Mexico Deploys Soldiers to Fight Drug War

Law-enforcement gaps, budget woes give traffickers upper hand
By Sam Gale Rosen,  Newser Staff
Posted May 17, 2007 8:08 AM CDT
Mexico Deploys Soldiers to Fight Drug War
Mexican army soldiers stand over a detained man after a gun battle that left 4 dead traffickers in the city of Apatzingan, Mexico, May 7, 2007. Mexican drug cartels armed with powerful weapons and angered by a nationwide military crackdown are striking back, killing soldiers in bold, daily attacks that...   (Associated Press)

In its battle against drug traffickers, the Mexican army fights not just the cartels but also a lethal combination of corruption, power vacuums, and even geography.
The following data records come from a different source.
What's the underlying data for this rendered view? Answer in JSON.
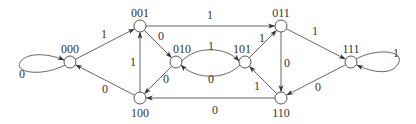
{
  "diagram": {
    "type": "state-transition-diagram",
    "colors": {
      "line": "#555555",
      "node_stroke": "#444444",
      "node_fill": "#ffffff",
      "text": "#333333",
      "background": "#ffffff"
    },
    "nodes": [
      {
        "id": "000",
        "label": "000",
        "x": 70,
        "y": 62,
        "label_dx": 0,
        "label_dy": -9
      },
      {
        "id": "001",
        "label": "001",
        "x": 140,
        "y": 26,
        "label_dx": 0,
        "label_dy": -9
      },
      {
        "id": "010",
        "label": "010",
        "x": 176,
        "y": 62,
        "label_dx": 6,
        "label_dy": -9
      },
      {
        "id": "100",
        "label": "100",
        "x": 140,
        "y": 98,
        "label_dx": 0,
        "label_dy": 19
      },
      {
        "id": "101",
        "label": "101",
        "x": 245,
        "y": 62,
        "label_dx": -3,
        "label_dy": -9
      },
      {
        "id": "011",
        "label": "011",
        "x": 281,
        "y": 26,
        "label_dx": 0,
        "label_dy": -9
      },
      {
        "id": "110",
        "label": "110",
        "x": 281,
        "y": 98,
        "label_dx": 0,
        "label_dy": 19
      },
      {
        "id": "111",
        "label": "111",
        "x": 351,
        "y": 62,
        "label_dx": 0,
        "label_dy": -9
      }
    ],
    "edges": [
      {
        "from": "000",
        "to": "000",
        "label": "0",
        "kind": "loop-left",
        "label_x": 22,
        "label_y": 78
      },
      {
        "from": "000",
        "to": "001",
        "label": "1",
        "kind": "straight",
        "label_x": 104,
        "label_y": 38
      },
      {
        "from": "100",
        "to": "000",
        "label": "0",
        "kind": "straight",
        "label_x": 105,
        "label_y": 93
      },
      {
        "from": "001",
        "to": "010",
        "label": "0",
        "kind": "straight",
        "label_x": 161,
        "label_y": 40
      },
      {
        "from": "001",
        "to": "011",
        "label": "1",
        "kind": "straight",
        "label_x": 210,
        "label_y": 19
      },
      {
        "from": "100",
        "to": "001",
        "label": "1",
        "kind": "straight",
        "label_x": 133,
        "label_y": 66
      },
      {
        "from": "010",
        "to": "100",
        "label": "0",
        "kind": "straight",
        "label_x": 166,
        "label_y": 83
      },
      {
        "from": "010",
        "to": "101",
        "label": "1",
        "kind": "curve-up",
        "label_x": 211,
        "label_y": 50
      },
      {
        "from": "101",
        "to": "010",
        "label": "0",
        "kind": "curve-down",
        "label_x": 211,
        "label_y": 83
      },
      {
        "from": "101",
        "to": "011",
        "label": "1",
        "kind": "straight",
        "label_x": 262,
        "label_y": 42
      },
      {
        "from": "110",
        "to": "101",
        "label": "1",
        "kind": "straight",
        "label_x": 257,
        "label_y": 90
      },
      {
        "from": "011",
        "to": "110",
        "label": "0",
        "kind": "straight",
        "label_x": 287,
        "label_y": 67
      },
      {
        "from": "110",
        "to": "100",
        "label": "0",
        "kind": "straight",
        "label_x": 215,
        "label_y": 114
      },
      {
        "from": "011",
        "to": "111",
        "label": "1",
        "kind": "straight",
        "label_x": 315,
        "label_y": 35
      },
      {
        "from": "111",
        "to": "110",
        "label": "0",
        "kind": "straight",
        "label_x": 318,
        "label_y": 91
      },
      {
        "from": "111",
        "to": "111",
        "label": "1",
        "kind": "loop-right",
        "label_x": 396,
        "label_y": 57
      }
    ]
  }
}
Desertion rates are high, salaries low, and the assignment difficult if not impossible. The LA Times visits Apatzingan, a drug-war hotspot whose police chief was shot in an ambush this week and promptly resigned.

Felipe Calderon has made the drug war a focus of his new administration, but critics worry that the deployment, which may not be legal, will stretch the army too thin and damage its good reputation. And many fear the power of a fat bribe. Says one observer: "The risk now is corrupting the last honest institution, the army." (More Mexico stories.)